How our dance-phobic beauty director went from I'll-look-ridiculous to "Ay, chica!" Rule # 1: Don't "think." Valerie Monroe sheds her last inhibition.
Just over a year ago, I wrote a story here examining how it felt to go out in public wearing the kind of extremely revealing clothing that was being touted as the height of fashion (and why a woman might choose to expose herself in it). For a week, I wore a lot of almost nothing: a scrap of black fabric only very generously called a dress, another dress, transparent, revealing my underwear as if behind a pale violet scrim, a pair of bloomers—yes, bloomers—so abbreviated they were interrupted almost before they bloomed. After the story came out, a number of people congratulated me on my courage. The thing is, I didn't feel courageous at all. I could walk down the street in a bra and panties and feel pretty comfortable (if I didn't think I'd be arrested). Nude beaches? Hand me the sunscreen and point the way. I'm just not very inhibited about my body.

But I have a secret: I won't dance. Don't ask me.

That wouldn't be a problem, necessarily, except that I want to dance. Especially at parties and weddings and bar mitzvahs and anywhere else I hear music that beats out a deep, pulsing rhythm that gets into the blood. I'm just too inhibited to take the floor; I'm afraid the moment I get out there, I won't know what to do. I'm even—and I hate, especially, to admit this—afraid to try.

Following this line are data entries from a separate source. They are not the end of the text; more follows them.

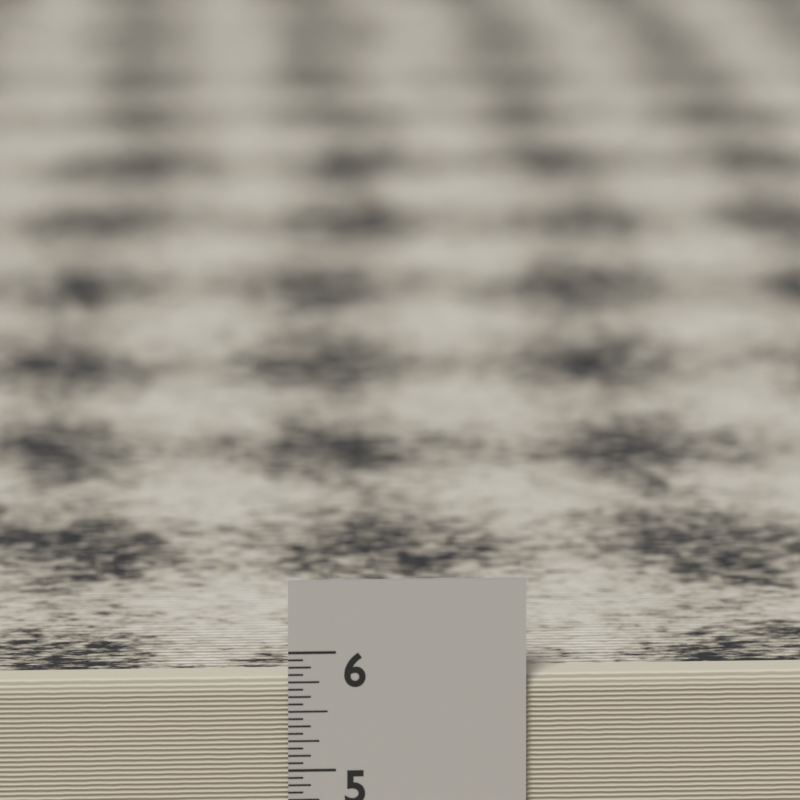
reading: 5.7500 in
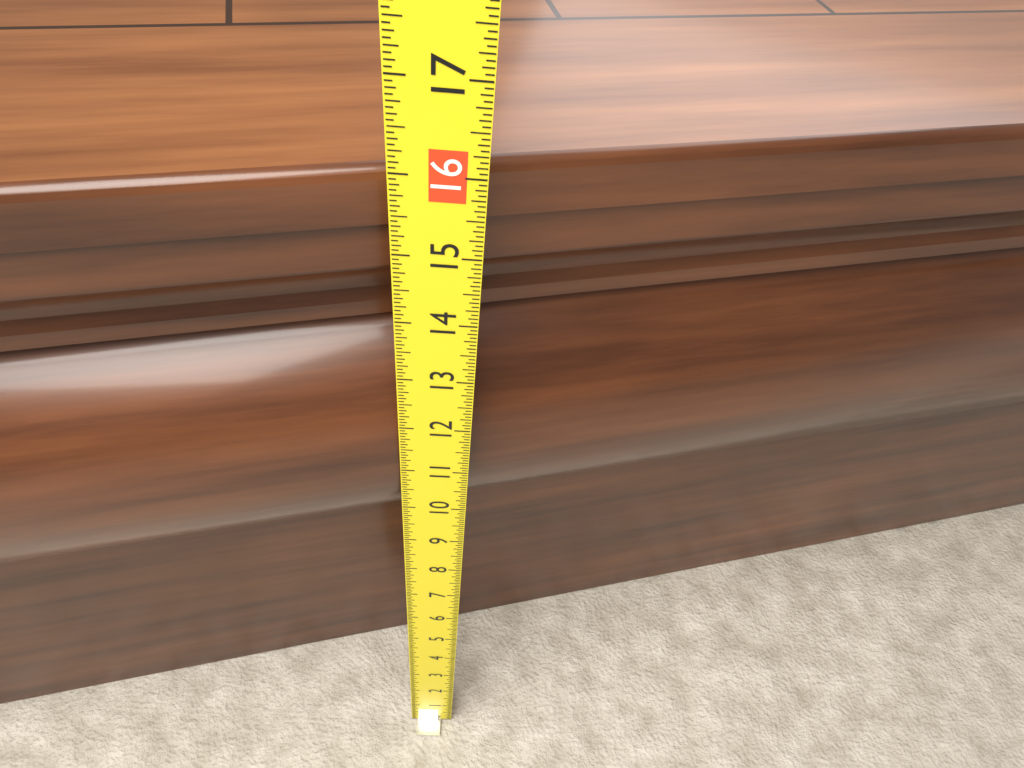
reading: 15.7500 (no unit)
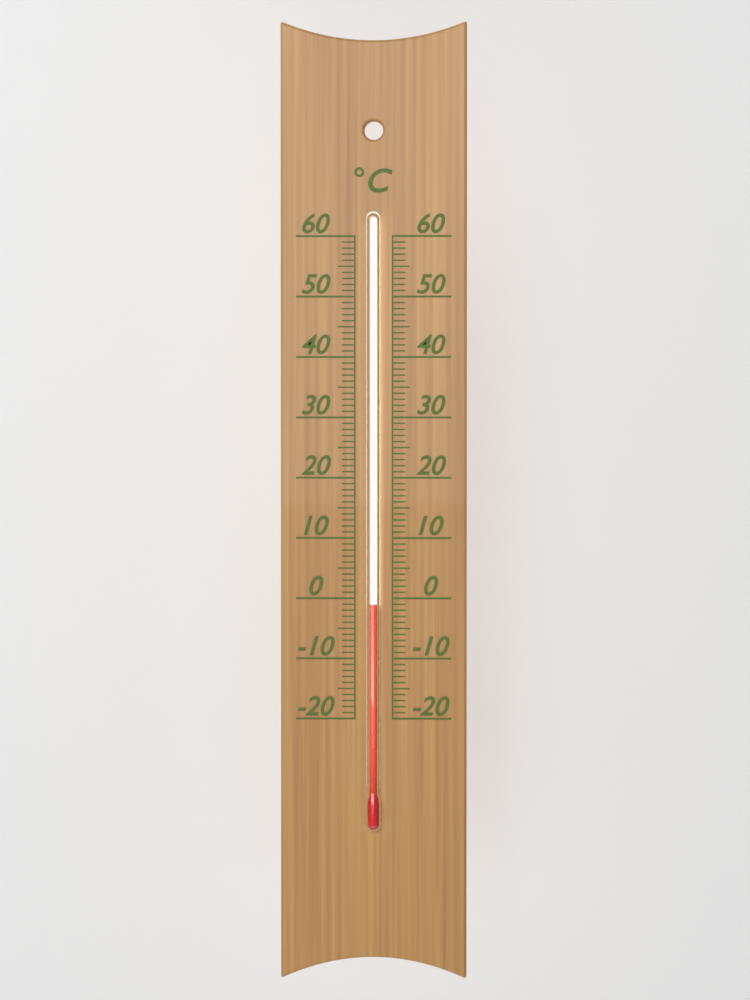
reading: -1 °C
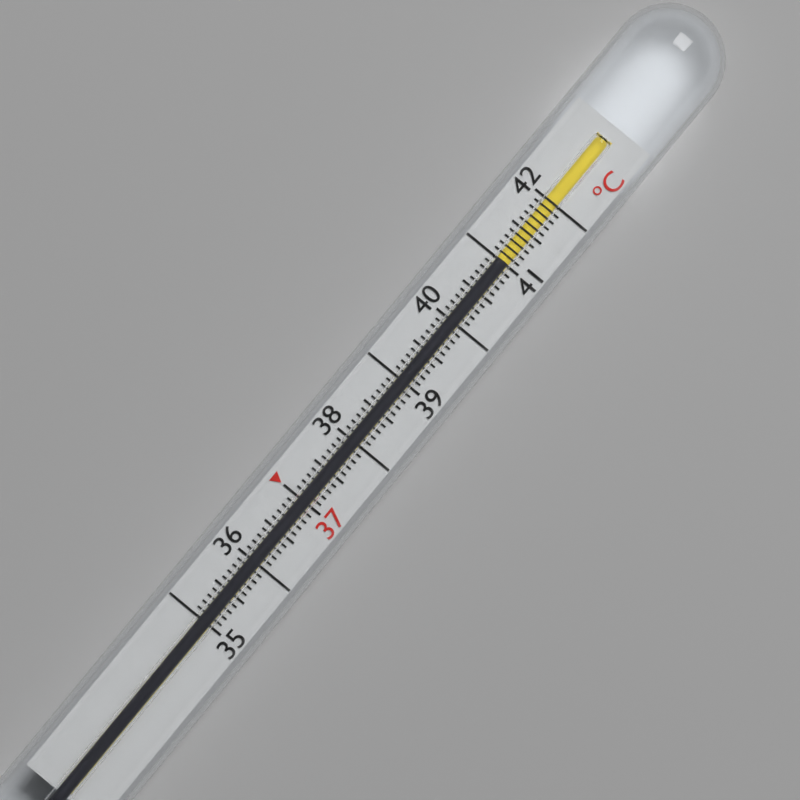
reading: 41.0 °C
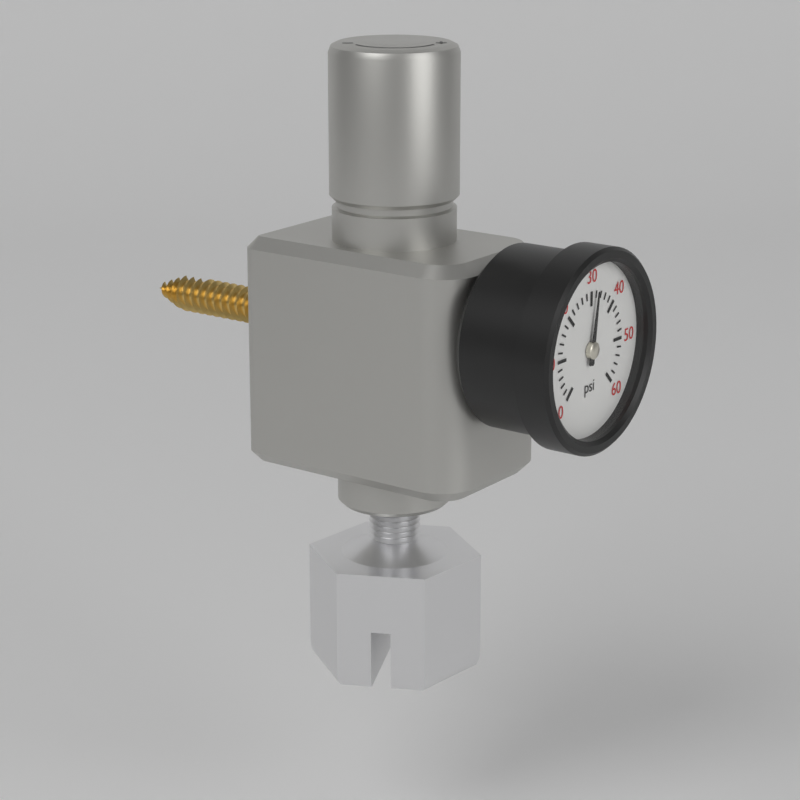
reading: 32 psi
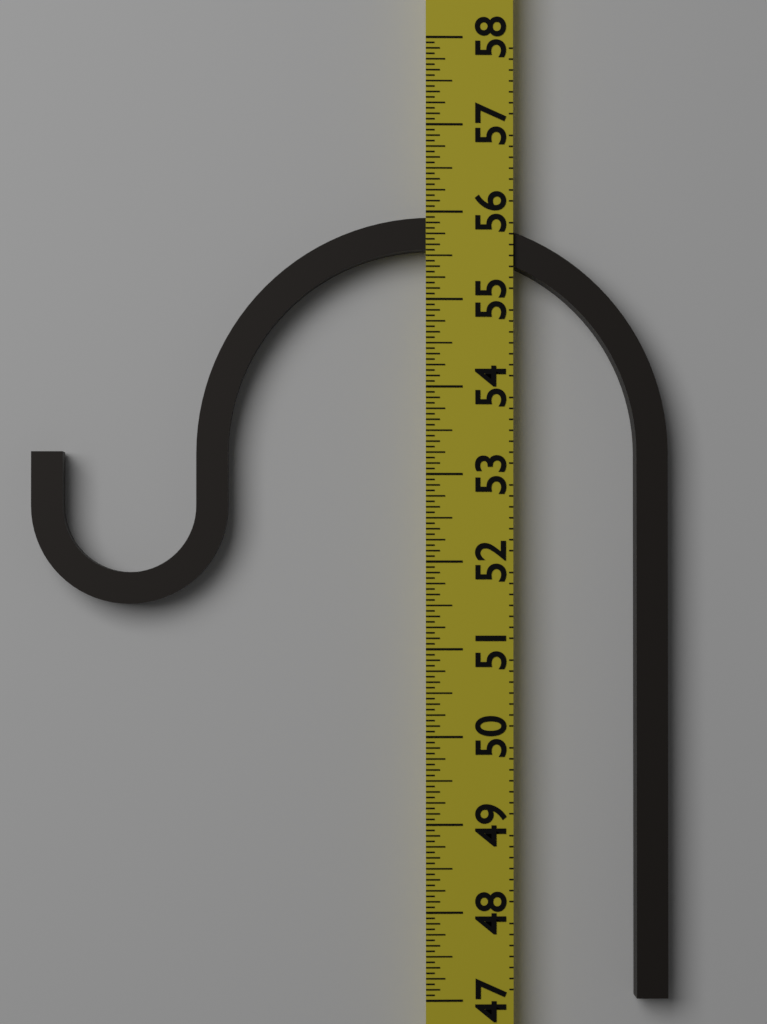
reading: 55.9375 (no unit)
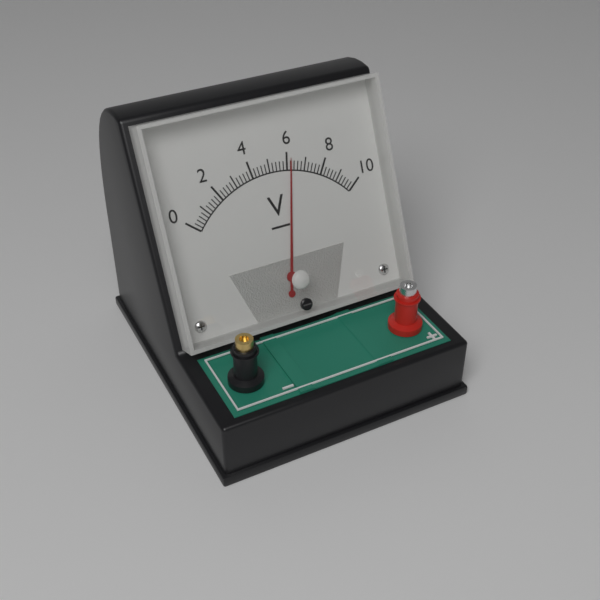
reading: 6.2 V
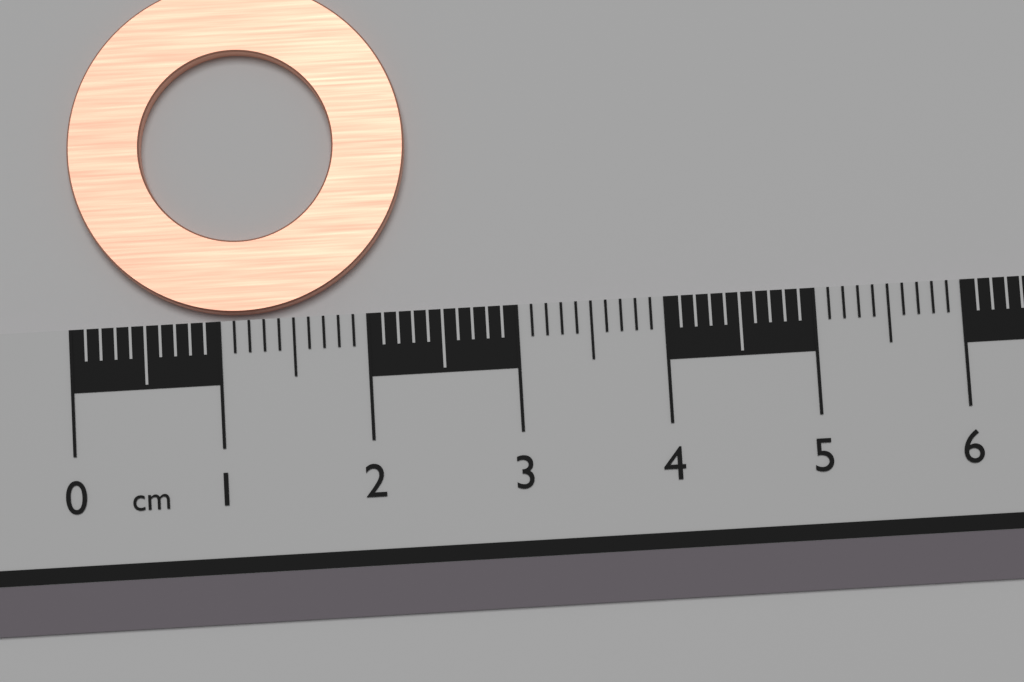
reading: 2.3 cm
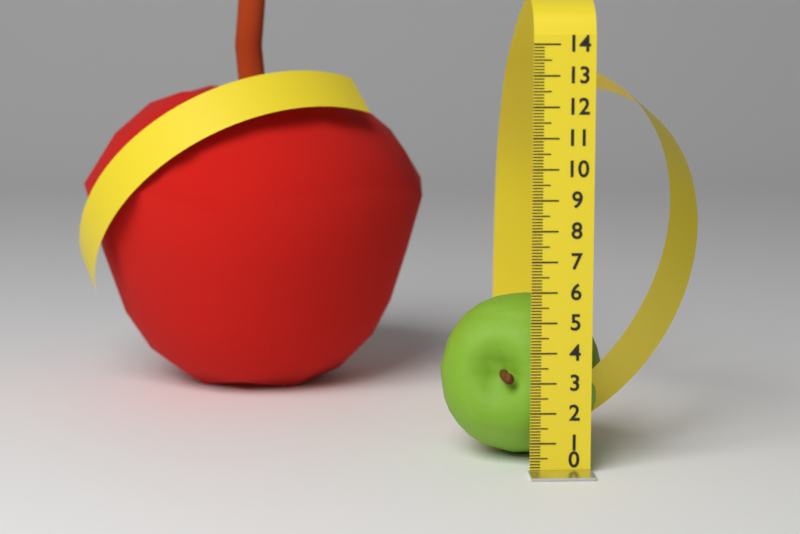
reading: 5.5 (no unit)
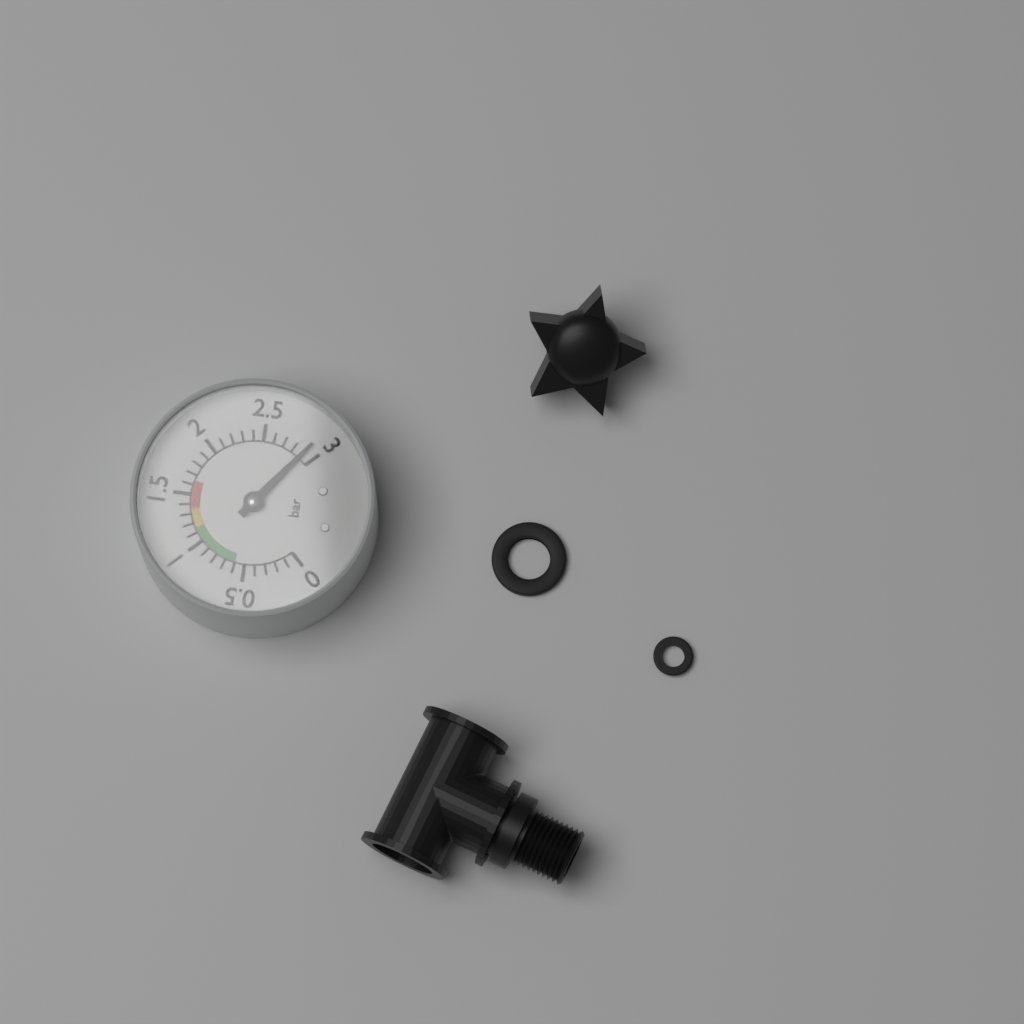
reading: 2.9 bar
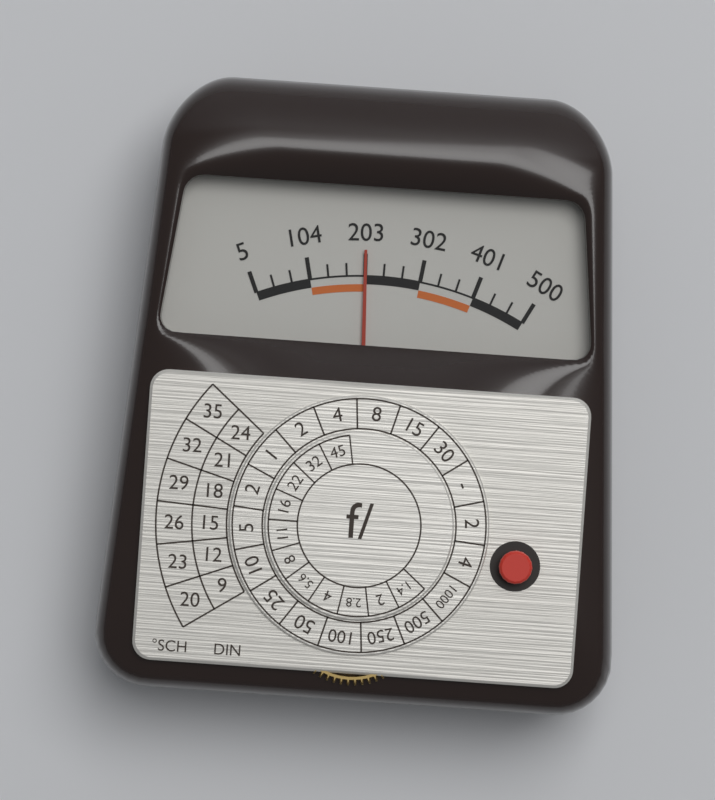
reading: 203 (no unit)
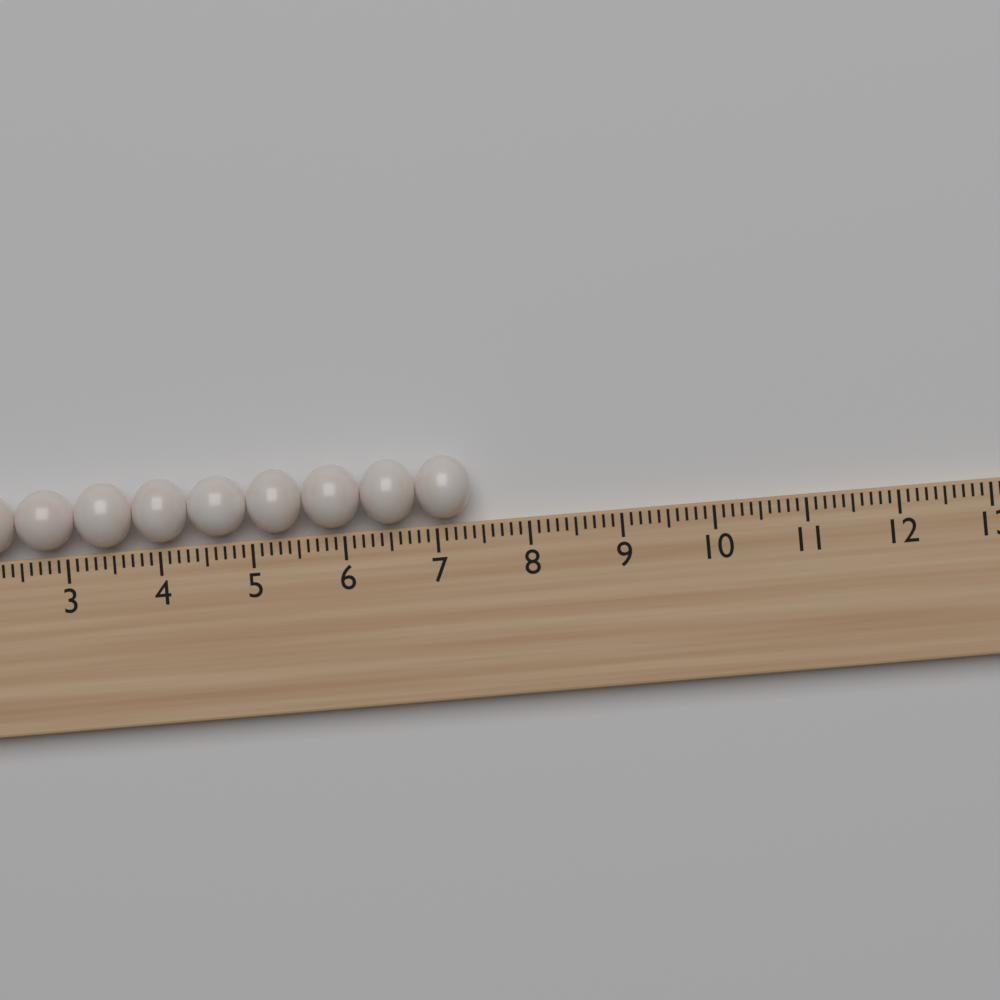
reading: 7.4 (no unit)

That's why I decided to take a hip-hop class. And who wanted to join me but Gayle King, O editor at large, who claimed that she'd been using the same dance moves since seventh grade and desperately needed an upgrade.

We decided on one of the Ailey Extension dance and fitness classes at Alvin Ailey American Dance Theater in Manhattan. It's called Hip-Hop for the Absolute Beginner. If there were a class called Not Even Anywhere Near Approaching Absolute Beginner, we'd have preferred that. But this is the best we can do. We're late to the first class, on a Monday evening after work. More than 20 people of all shapes and sizes are doing stretching exercises in a large room with a wall of mirrors and a cement floor. The class is led by Tweetie, a small, muscular, wildly energetic, fast-talking young woman. Gayle and I rush to a corner in the back of the class, where Gayle drops her stuff (she came in sweats) and I change from my heels into sneakers. As I'm tying my shoe, I get a terrific cramp in my side. (Not a good sign.) Neither Gayle nor I can do most of the stretches, and I notice that when we're asked to lie down on the floor, we both hold our heads up uncomfortably because we don't want to mess up our hair. (Another bad sign.) Tweetie starts the class by showing us in slow motion a simple kind of shuffle-off-to-Buffalo routine, and I'm thinking that if I have enough practice, I'll be able to get it. Things are looking up. Funky step, step, step, forward, slide, hop, slide, hop. "I don't know," says Gayle as she shuffles and hops along beside me, "this seems very vaudeville…." She does indeed look as if she could use a top hat and a cane. But we keep at it, as Tweetie, talking at warp speed and with a kind of hip-hop inflection I have to squint to understand, tells us we need some attitude, which she then demonstrates with a move, and another, and another, till it's obvious the hip-hop train has left the station while I'm still standing on the platform awkwardly juggling my bags.